Posted at morguefile.com
June 10, 2007
This is the background for modeling the precipitation of helium in Saturn's atmosphere as sugar in coffee. Tristan Guillot (2004) from the Observatoire de la Côte d'Azur in Nice, France, labels this model the "Gedanken Café."
...Let's assume you're sitting comfortably in the sun at a cafe' and you're served an espresso. I like it sweet, and, in any case, our gedanken experiment requires sugar...

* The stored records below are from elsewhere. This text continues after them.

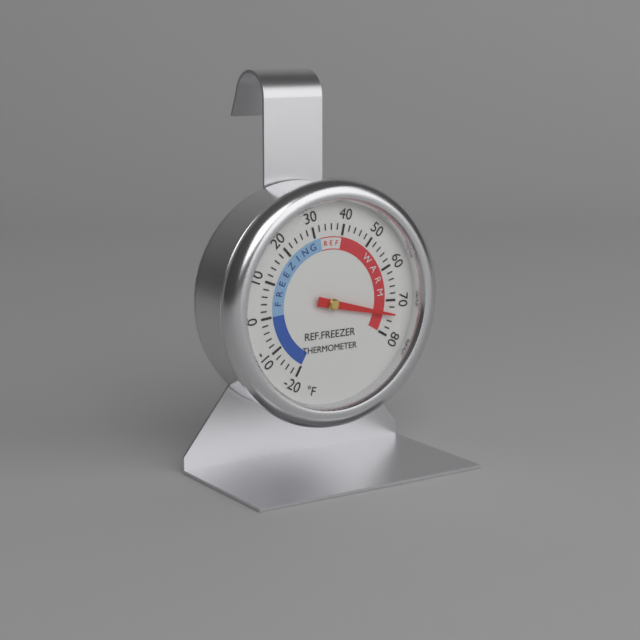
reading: 74 °F
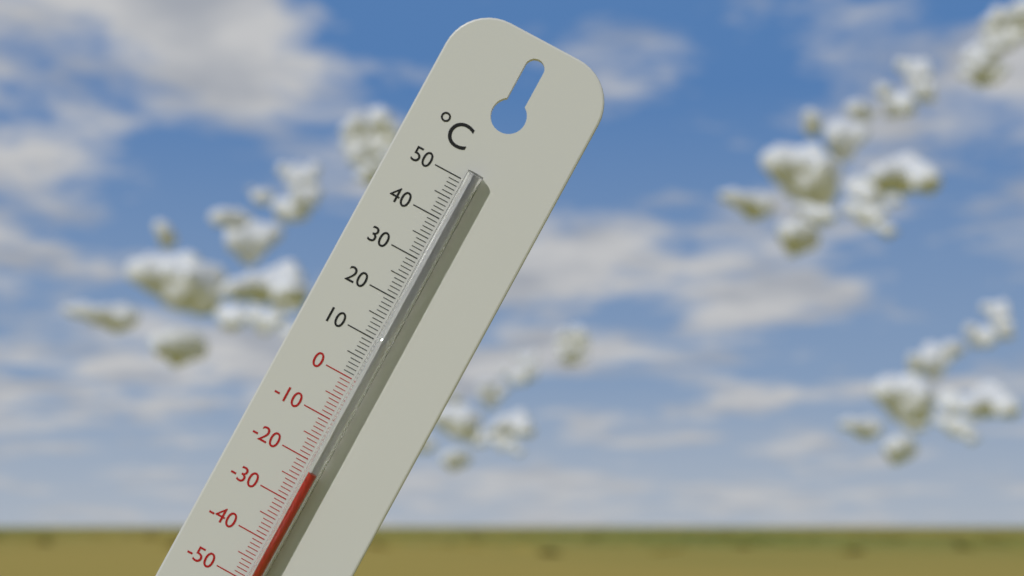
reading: -22 °C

Drop finely granulated sugar instead of cubes into the coffee. If the sugar is fine enough, it will dissolve before reaching the bottom, and very little stirring is needed. But that's only if the espresso is hot enough. If it's only lukewarm, the sugar has a hard time dissolving; it tends to sink to the bottom. Finally, after all this preparation, let a friend arrive at the table and try to guess, from his first sip, how much sugar there is in the cup.
For giant planets, the problem is similar, only more complex. If the coffee itself is a good analog for the hydrogen, the sugar is replaced by...helium, [it] could, for example, either be mixed with the hydrogen or sequestered in the deepest regions.
This illustrates nicely what is covered in the textbook used in Astronomy 10 (introductory astronomy) at Cuesta College, San Luis Obispo, CA, where John D. Fix (University of Alabama in Huntsville) writes:
At temperatures above 10,000 K, helium is dissolved in metallic hydrogen. At lower temperatures it isn't. Instead, helium slowly settles inward through the metallic hydrogen, converting gravitational energy to heat. This probably doesn't happen within Jupiter because Jupiter is hot enough to keep helium dissolved in its metallic hydrogen. The interior of Saturn may be cool enough, however, that helium condenses at the top of the metallic hydrogen core and falls toward the center. As time passed, the envelope and atmosphere of Saturn should have become depleted in helium. This is exactly what measurements of the helium to hydrogen ratio in Saturn's atmosphere have shown.
Clicker questions for peer-instruction exploring this model are covered in the previous post: Astronomy clicker question: jovian coffee model (1).
Tristan Guillot, "Probing the Giant Planets," Physics Today, vol. 57 no. 4, (April 2004), p. 63.
John D. Fix, Astronomy: Journey to the Cosmic Frontier, McGraw-Hill Higher Education, New York, NY, p. 279.